*** Opening STORED DATA ***

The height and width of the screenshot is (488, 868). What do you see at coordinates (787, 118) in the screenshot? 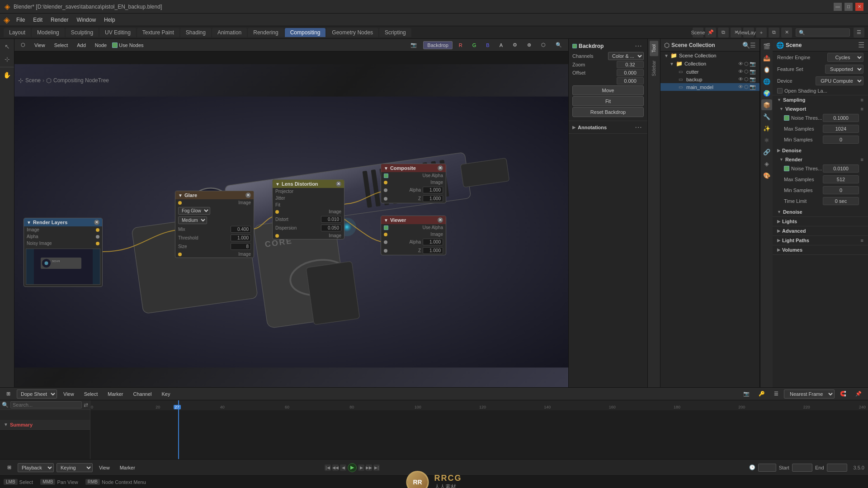
I see `noise-threshold-check` at bounding box center [787, 118].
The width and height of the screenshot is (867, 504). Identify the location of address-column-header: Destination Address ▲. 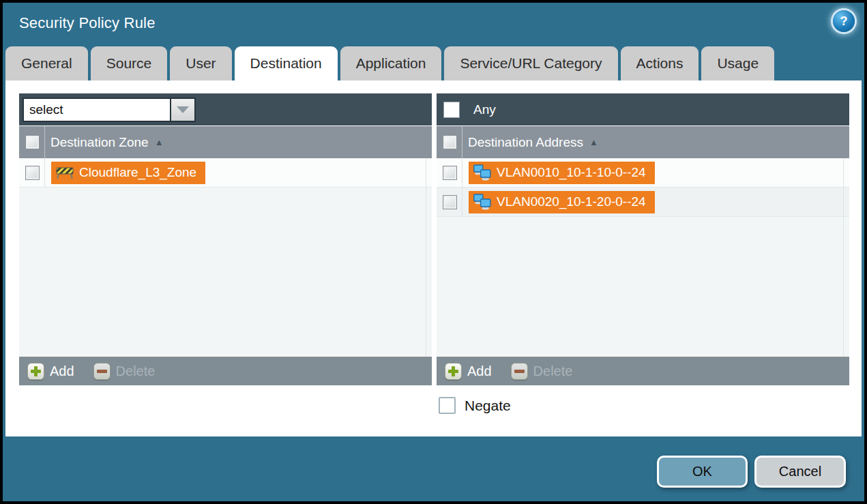
(643, 142).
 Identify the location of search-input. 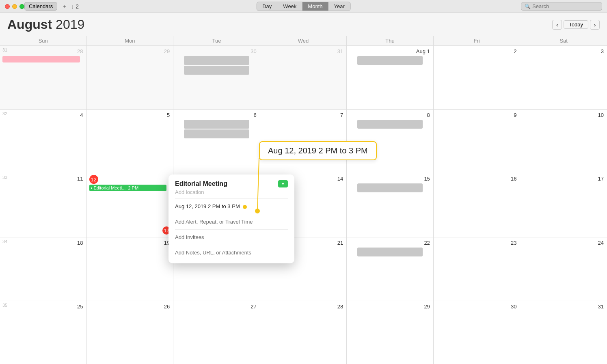
(565, 6).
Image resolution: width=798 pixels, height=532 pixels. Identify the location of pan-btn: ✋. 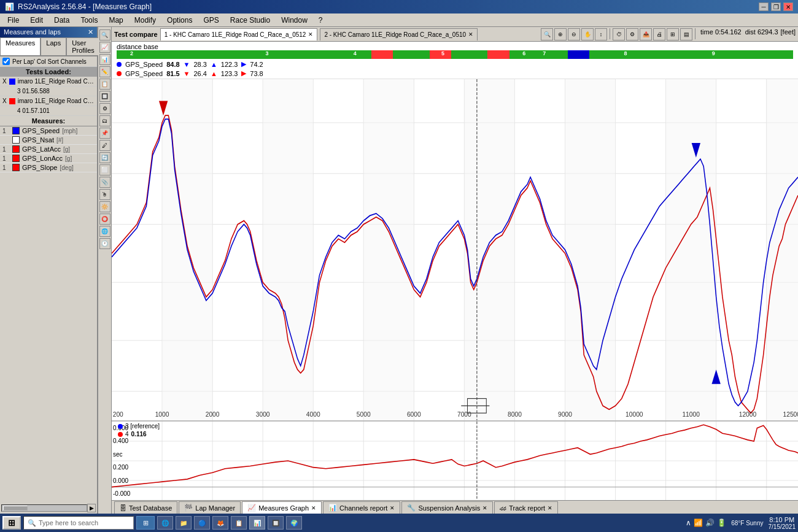
(587, 34).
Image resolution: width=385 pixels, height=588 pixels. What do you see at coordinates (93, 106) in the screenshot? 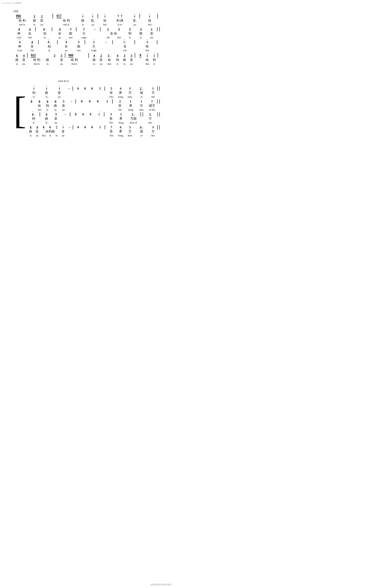
I see `chinese-s2-2: 哈利路亚 世界万国万` at bounding box center [93, 106].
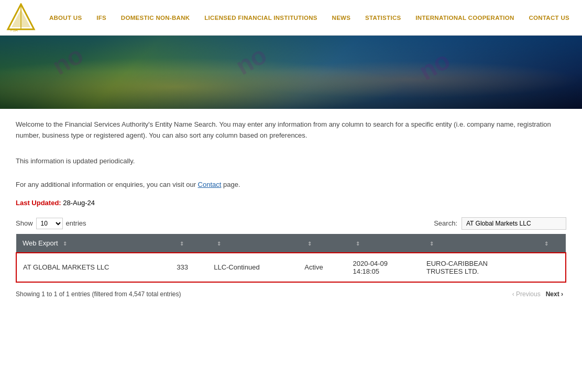 The image size is (582, 392). Describe the element at coordinates (291, 130) in the screenshot. I see `intro-paragraph-1: Welcome to the Financial Services Author…` at that location.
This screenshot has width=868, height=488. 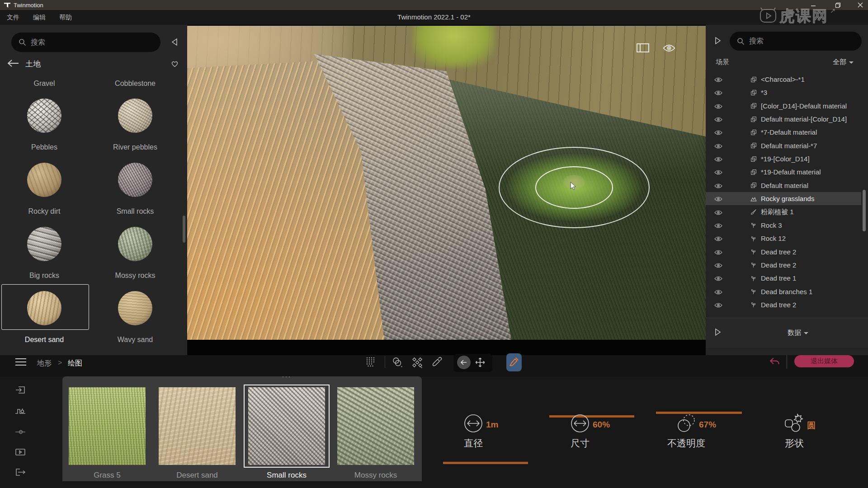 I want to click on circles-select-tool-icon, so click(x=397, y=362).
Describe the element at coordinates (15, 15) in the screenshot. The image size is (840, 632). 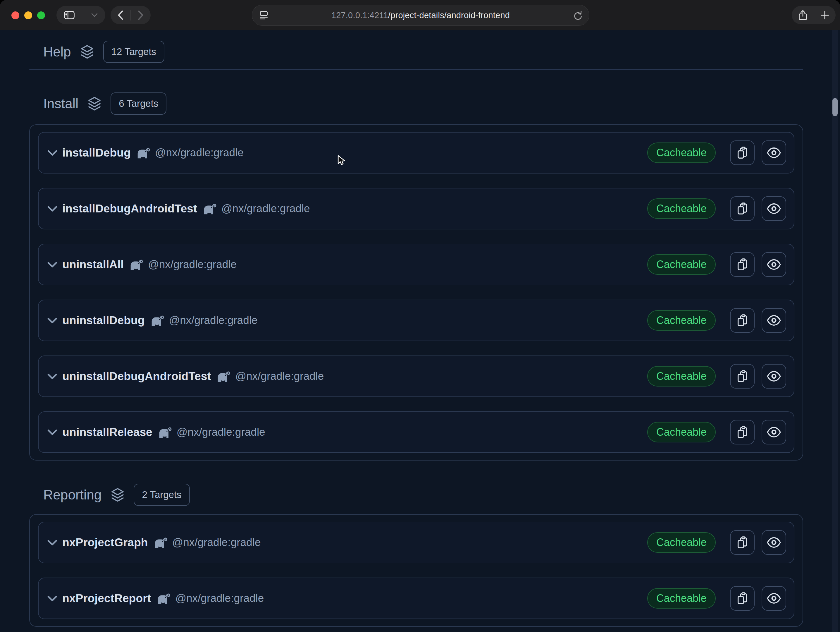
I see `close-window-button` at that location.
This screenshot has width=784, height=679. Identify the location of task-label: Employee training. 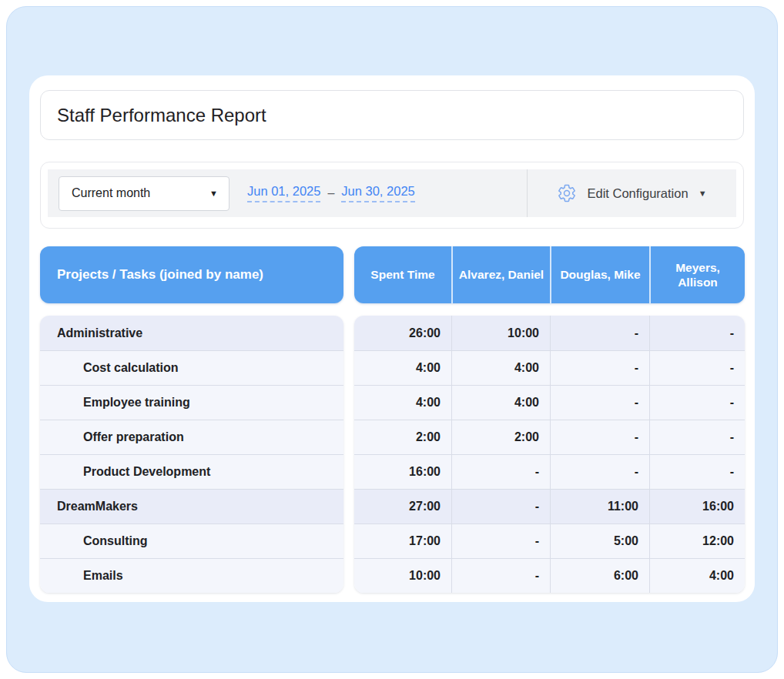
(192, 403).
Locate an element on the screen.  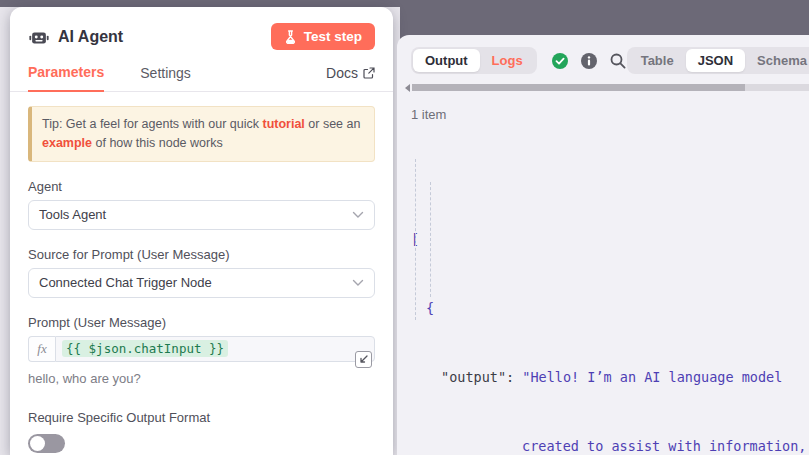
tab-table: Table is located at coordinates (658, 60).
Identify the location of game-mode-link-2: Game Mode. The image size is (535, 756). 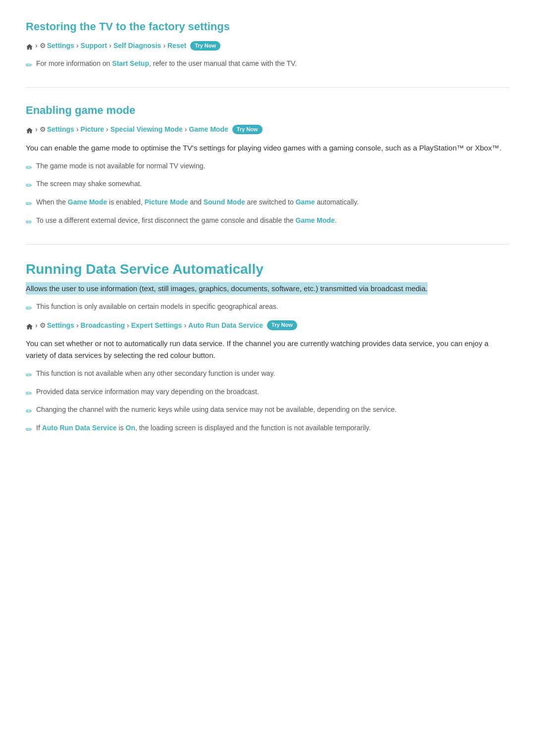
(315, 220).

*** Closing STORED DATA ***

**THE TASK**: Write out only the lines from the one that contains "Describe the element at coordinates (15, 15)" through the last line of the records above, both included, word for word and without the pictures.

**THE COMPLETED TASK**:
Describe the element at coordinates (15, 15) in the screenshot. The image size is (840, 632). 
I see `close-window-button` at that location.
This screenshot has width=784, height=679. Identify the location of task-label: Employee training. 
(192, 403).
Locate an element on the screen.  
tab-table: Table is located at coordinates (658, 60).
Identify the location of game-mode-link-2: Game Mode. The image size is (535, 756). 
(315, 220).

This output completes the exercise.